What About the Future?
Advocates for GMO crops suggest that the dominance of current engineered traits like herbicide resistance, or the problems they cause, are mere anomalies or coincidence. They like to focus on possible future crops that they feel would be more beneficial. Or they like to point to the few traits like virus-resistant papaya, commercialized 20 years ago and grown on a tiny percentage of GMO acres, to demonstrate the potential for benefit. But the dominance of the current crops is a fact that has remained for the 20-plus years of commercial GMO use, and the reasons for this need to be understood, not dismissed offhand.
Advocates of GMOs, perhaps scientists especially, also complain that those that are critical of the technology ignore similar issues with conventionally bred crops. That criticism may have some merit for some GMO critics, although many others understand that conventional breeding for industrial agriculture also leads to harm. Still, even if GMOs are a leading edge of industrial agriculture, rather than its sole embodiment, this does not reduce the harm they are causing.

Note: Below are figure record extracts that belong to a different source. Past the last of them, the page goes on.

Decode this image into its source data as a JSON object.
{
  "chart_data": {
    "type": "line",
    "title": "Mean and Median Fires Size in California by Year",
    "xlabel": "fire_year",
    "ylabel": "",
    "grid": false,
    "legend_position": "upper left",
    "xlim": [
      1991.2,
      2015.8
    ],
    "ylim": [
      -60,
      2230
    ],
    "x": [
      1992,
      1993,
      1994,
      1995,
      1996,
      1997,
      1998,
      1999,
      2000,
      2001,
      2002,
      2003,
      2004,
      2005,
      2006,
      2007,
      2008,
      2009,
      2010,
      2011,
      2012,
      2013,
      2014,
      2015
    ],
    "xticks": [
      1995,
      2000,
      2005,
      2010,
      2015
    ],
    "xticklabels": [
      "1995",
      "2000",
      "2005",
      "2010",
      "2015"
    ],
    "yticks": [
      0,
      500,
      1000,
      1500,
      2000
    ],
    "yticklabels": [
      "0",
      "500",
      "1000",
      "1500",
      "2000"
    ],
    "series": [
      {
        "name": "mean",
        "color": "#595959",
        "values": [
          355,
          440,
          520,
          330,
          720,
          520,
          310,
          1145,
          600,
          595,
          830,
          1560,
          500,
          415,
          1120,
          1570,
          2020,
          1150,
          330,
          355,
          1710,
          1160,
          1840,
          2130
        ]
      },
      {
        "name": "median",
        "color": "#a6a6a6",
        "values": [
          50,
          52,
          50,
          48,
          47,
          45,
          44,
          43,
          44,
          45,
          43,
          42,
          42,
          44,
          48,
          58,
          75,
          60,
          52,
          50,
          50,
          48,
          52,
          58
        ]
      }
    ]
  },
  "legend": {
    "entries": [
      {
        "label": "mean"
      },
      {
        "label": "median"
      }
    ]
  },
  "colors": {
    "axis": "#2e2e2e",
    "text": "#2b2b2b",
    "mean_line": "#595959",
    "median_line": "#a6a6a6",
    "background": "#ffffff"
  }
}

If future GMO crops are to have a possibility of playing positive environmental and social roles, on balance, it will require that they are developed and deployed under policies and other conditions that favor and value agro-ecology, rural society, food sovereignty, and the environment over corporate control and excessive profit. For the most part, those conditions do not currently exist. That does not mean that some GMO traits won’t be developed which provide some benefits. But until there is fundamental change in food and farming systems, the technologies will be dominated by GMO crops designed to foster industrial agriculture. This is hardly a formula for either rural benefit or sustainability.